Ways of Thinking
My research interests link context, punishment, and concentrated disadvantage to community processes. My program of research challenges existing and develops new theoretical and conceptual models of context, punishment, and rural/urban processes in several ways. First, by tracing the emergence of the rural ghetto I establish a new conceptual model of rural communities. Next, I show the function of the ghetto in rural communities establishing a model of how disadvantage functions across rural and urban space. This model also reframes theories for understanding racial formation, system of punishment, and community processes by rethinking the function of traditional urban community structures like concentrated disadvantage/ghettos.
These research interests takes shape in two core projects. First, my dissertation research centered on how rural community context affects prison placement and how prison placement in turn impacts rural communities. I build on this by fleshing out the case study of a prison siting in a southern town in my book project Rise of the Rural Ghetto: Race, Disadvantage, and the Politics of Prison Proliferation. Second, I expand the discussion on the consequences of the prison boom by including national and longitudinal data of the 1700 plus U.S. prisons and the rural community context that spurred proliferation from 1970-2000 in the Prison Proliferation and Rural Disadvantage project.
Ways of Measuring
I use a multi-level, multi-method approach in this empirical investigation. Because prison placements are sparse I use a rare event logistic regression (Relogit) to measure the factors driving placement and subsequent impact on rural communities. I also use data from an ethnographic case study of a southern prison town including interviews, photos, and archival materials. Lastly, I use GIS mapping to demonstrate residential segregation, rural concentrated and economic disadvantage, and patterns of national prison placement and impact over time.
Building the Program
The most significant strategy to further my programmatic area of research is the Rise of the Rural Ghetto (see bookproject). This project paves the way for using models from urban neighborhood effects literature to understand rural disadvantage. I am using a two-stage process in producing the book manuscript. The first step involves producing peer-reviewed articles focusing on methodological and substantive contributions from my programmatic area of research. These pieces will inform the book project while adhering to the goals of the programmatic area of research. Although I plan to complete several papers to inform the book manuscript all pieces may not be included in the final book project.
I expect several papers from the Prison Proliferation and Rural Disadvantage data described below. This project further develops my interests in the relationship between the prison boom and disadvantaged communities. I have been awarded the American Sociological Associations Funds for the Advancement of the Discipline grant for the Prison Proliferation and Rural Disadvantage project. This project combines a unique blend of rural crime, prisoner reentry, housing, economic, political, and demographic data at the state, county, and U.S. Census place and block level from1970-2000 including all 1700 plus prisons facilities. Because community scholars have largely ignored rural areas and rural scholars use the county as the unit of analysis, prison building and rural (ghettos) racial and economic disadvantage can be simultaneously or independently examined. By incorporating national and longitudinal aspects to this next phase of my research agenda, I will first produce several papers testing the theory of the rural ghetto developed from the case study in my book project and tease out the generalizable effects of local political, economic, demographic, crime, and housing effects on prison building. Moreover, I will also look at the impact of prisons on disadvantaged rural communities over time.
Many studies portray the prison as a detriment to rural economies. I reframe this question by asking if the prison slow economic decline and investigate the political, social, and economic impact of a prison. Preliminary analysis show that prison do slow economic decline in the most disadvantaged rural communities. Additionally, I examine the demography or prison impact by testing if prisons distort residential segregation indexes. Initial analyses show that prisons inflate Black and Hispanic populations but region mediates White-Black and White-Hispanic segregation in rural communities. Moreover, I broaden the predictors of prison placement by investigating a host of variables over time including state political affiliation, rural crime (especially murder), and public housing construction. Exploratory analyses reveal that an increase in public housing and high murder rates increase the probability of prison siting.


TASK DETAILS:
Search the records for the string "size" and copy every line where it turns up.

Dataset entries:

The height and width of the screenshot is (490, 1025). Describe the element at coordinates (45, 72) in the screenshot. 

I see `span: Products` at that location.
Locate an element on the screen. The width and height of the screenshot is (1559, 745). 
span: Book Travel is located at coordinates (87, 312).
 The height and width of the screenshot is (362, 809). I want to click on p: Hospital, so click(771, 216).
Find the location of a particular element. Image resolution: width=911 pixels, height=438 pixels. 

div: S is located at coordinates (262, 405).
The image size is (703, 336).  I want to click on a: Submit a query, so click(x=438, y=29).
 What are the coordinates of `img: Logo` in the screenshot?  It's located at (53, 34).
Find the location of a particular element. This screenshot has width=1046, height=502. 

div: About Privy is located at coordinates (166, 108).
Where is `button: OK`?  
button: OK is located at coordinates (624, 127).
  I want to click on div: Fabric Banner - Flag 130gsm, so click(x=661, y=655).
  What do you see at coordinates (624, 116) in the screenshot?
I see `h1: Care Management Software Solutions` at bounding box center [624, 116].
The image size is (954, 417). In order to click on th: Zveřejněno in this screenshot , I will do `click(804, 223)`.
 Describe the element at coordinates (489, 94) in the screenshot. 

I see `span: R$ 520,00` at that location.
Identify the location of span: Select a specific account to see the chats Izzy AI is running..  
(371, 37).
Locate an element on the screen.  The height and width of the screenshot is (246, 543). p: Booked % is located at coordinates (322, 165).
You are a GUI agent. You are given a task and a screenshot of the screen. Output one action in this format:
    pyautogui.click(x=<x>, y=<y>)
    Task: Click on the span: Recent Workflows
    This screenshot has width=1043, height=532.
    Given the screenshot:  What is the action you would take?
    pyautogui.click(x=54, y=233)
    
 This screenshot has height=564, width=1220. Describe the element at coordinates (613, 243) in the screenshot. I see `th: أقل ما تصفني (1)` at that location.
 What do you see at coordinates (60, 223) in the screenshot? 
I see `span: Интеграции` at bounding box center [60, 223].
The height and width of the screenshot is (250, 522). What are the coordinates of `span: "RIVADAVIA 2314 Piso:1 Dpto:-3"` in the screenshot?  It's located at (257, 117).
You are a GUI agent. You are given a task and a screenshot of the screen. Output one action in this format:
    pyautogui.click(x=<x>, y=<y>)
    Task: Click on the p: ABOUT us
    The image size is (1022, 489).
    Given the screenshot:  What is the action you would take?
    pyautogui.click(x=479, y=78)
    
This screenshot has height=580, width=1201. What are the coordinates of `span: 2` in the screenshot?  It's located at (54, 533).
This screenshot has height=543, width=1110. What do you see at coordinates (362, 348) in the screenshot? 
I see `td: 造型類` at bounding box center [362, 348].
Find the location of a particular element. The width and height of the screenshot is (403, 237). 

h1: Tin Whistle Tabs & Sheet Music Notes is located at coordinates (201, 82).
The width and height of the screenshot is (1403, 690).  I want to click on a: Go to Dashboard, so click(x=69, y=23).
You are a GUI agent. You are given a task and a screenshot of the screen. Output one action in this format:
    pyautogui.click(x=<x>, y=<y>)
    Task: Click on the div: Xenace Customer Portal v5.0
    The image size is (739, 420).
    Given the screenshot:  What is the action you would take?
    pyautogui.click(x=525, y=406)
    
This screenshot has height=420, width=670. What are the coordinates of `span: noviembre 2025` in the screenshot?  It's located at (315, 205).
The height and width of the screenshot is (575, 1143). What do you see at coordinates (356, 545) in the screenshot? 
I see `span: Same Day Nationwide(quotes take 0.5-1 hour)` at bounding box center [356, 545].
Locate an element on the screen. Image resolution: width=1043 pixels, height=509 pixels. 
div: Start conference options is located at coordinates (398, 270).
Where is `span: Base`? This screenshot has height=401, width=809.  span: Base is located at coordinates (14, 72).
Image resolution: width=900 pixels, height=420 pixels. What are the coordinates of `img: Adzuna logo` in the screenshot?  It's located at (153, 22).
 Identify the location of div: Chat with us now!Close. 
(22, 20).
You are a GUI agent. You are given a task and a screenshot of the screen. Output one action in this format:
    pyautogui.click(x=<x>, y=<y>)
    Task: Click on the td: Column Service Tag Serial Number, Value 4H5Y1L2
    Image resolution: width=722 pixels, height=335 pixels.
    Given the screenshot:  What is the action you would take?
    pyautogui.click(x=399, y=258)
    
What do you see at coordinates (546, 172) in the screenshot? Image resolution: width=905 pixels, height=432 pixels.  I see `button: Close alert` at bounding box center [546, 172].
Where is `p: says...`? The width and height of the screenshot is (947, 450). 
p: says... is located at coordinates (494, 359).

TASK RESULT:
The image size is (703, 336).  I want to click on a: Submit a query, so click(x=438, y=29).
The image size is (954, 417). In order to click on th: Zveřejněno in this screenshot , I will do `click(804, 223)`.
    The image size is (1022, 489).
    The image size is (739, 420).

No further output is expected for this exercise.